Reposting this article by @ericgeller, about concerns with AI usage undermining trust in threat intel, with alt text in screenshot: https://www.cybersecuritydive.com/news/ai-isacs-threat-intelligence-information-sharing-trust/815499/

The ease of breaking trust here with AI is the really key thing. There's enough noise and FUD in threat intelligence already

#infosec #isac #ThreatIntelligence #cybersecurity

@cxiao Threat intel by AI should be labeled. The source is part of my understanding of what I am looking at. "Analyst on our team" vs "Claude doing his best" matters in terms of what to expect, what to doubt and what red flags to watch out for.

@bh11235 Exactly. I find that as soon as I know AI was involved in drafting something I have to approach my review completely differently (and usually it takes way longer)...

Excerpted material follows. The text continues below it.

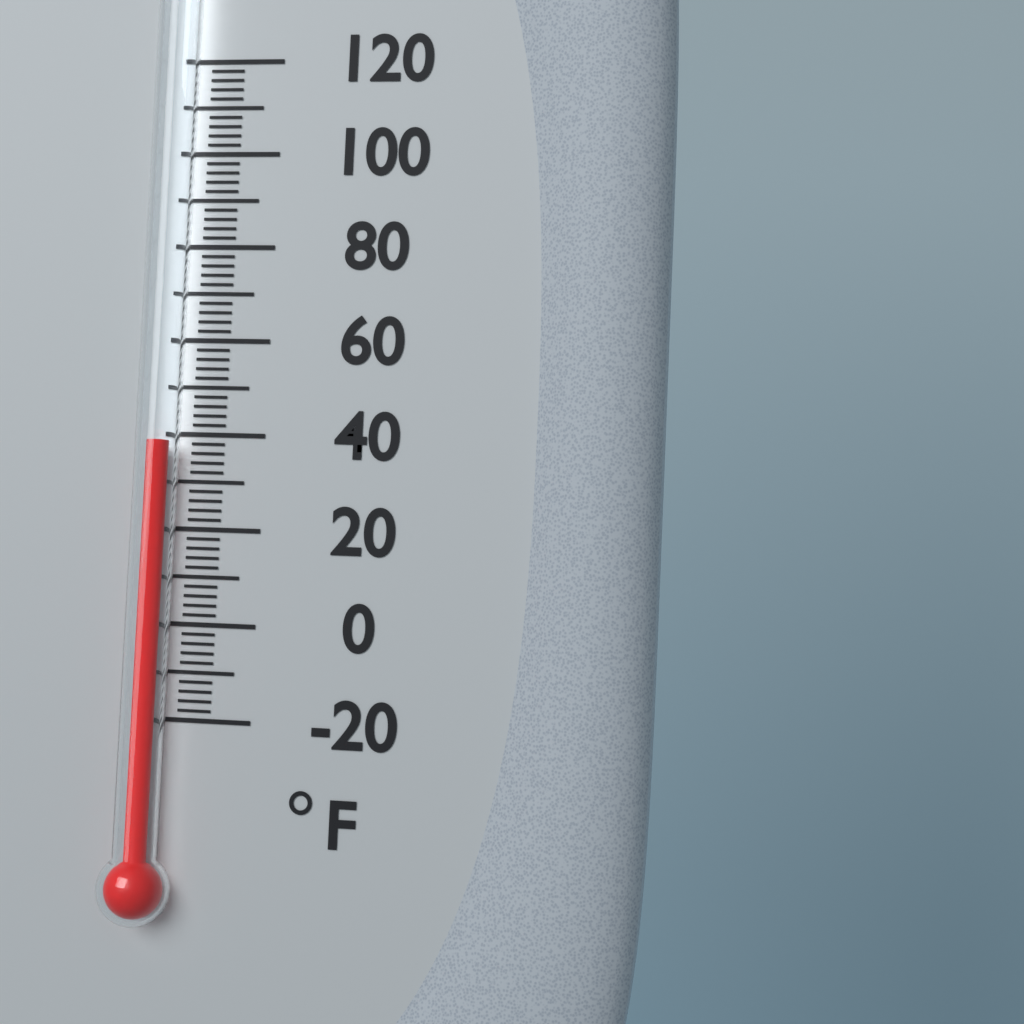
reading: 38 °F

With your colleagues you know and trust they are experts, with AI that trust is broken

@cxiao To be fair I find a lot to appreciate about AI output too. It has a technically exacting spirit. It likes to, as the saying goes, 'hug the query' and do a lot of homework that a human wouldn't always bother with. It likes to examine 7 hypotheses before it gets attached to one. But what it lacks, among other things, is the desperate motivation to win - the fundamental sense that it's going to be held accountable for what it wrote, with all resulting implications. It's an often overconfident savant that will, if proven wrong, get to say "you're absolutely right, that was my bad" and this matters in both a fundamental and practical sense.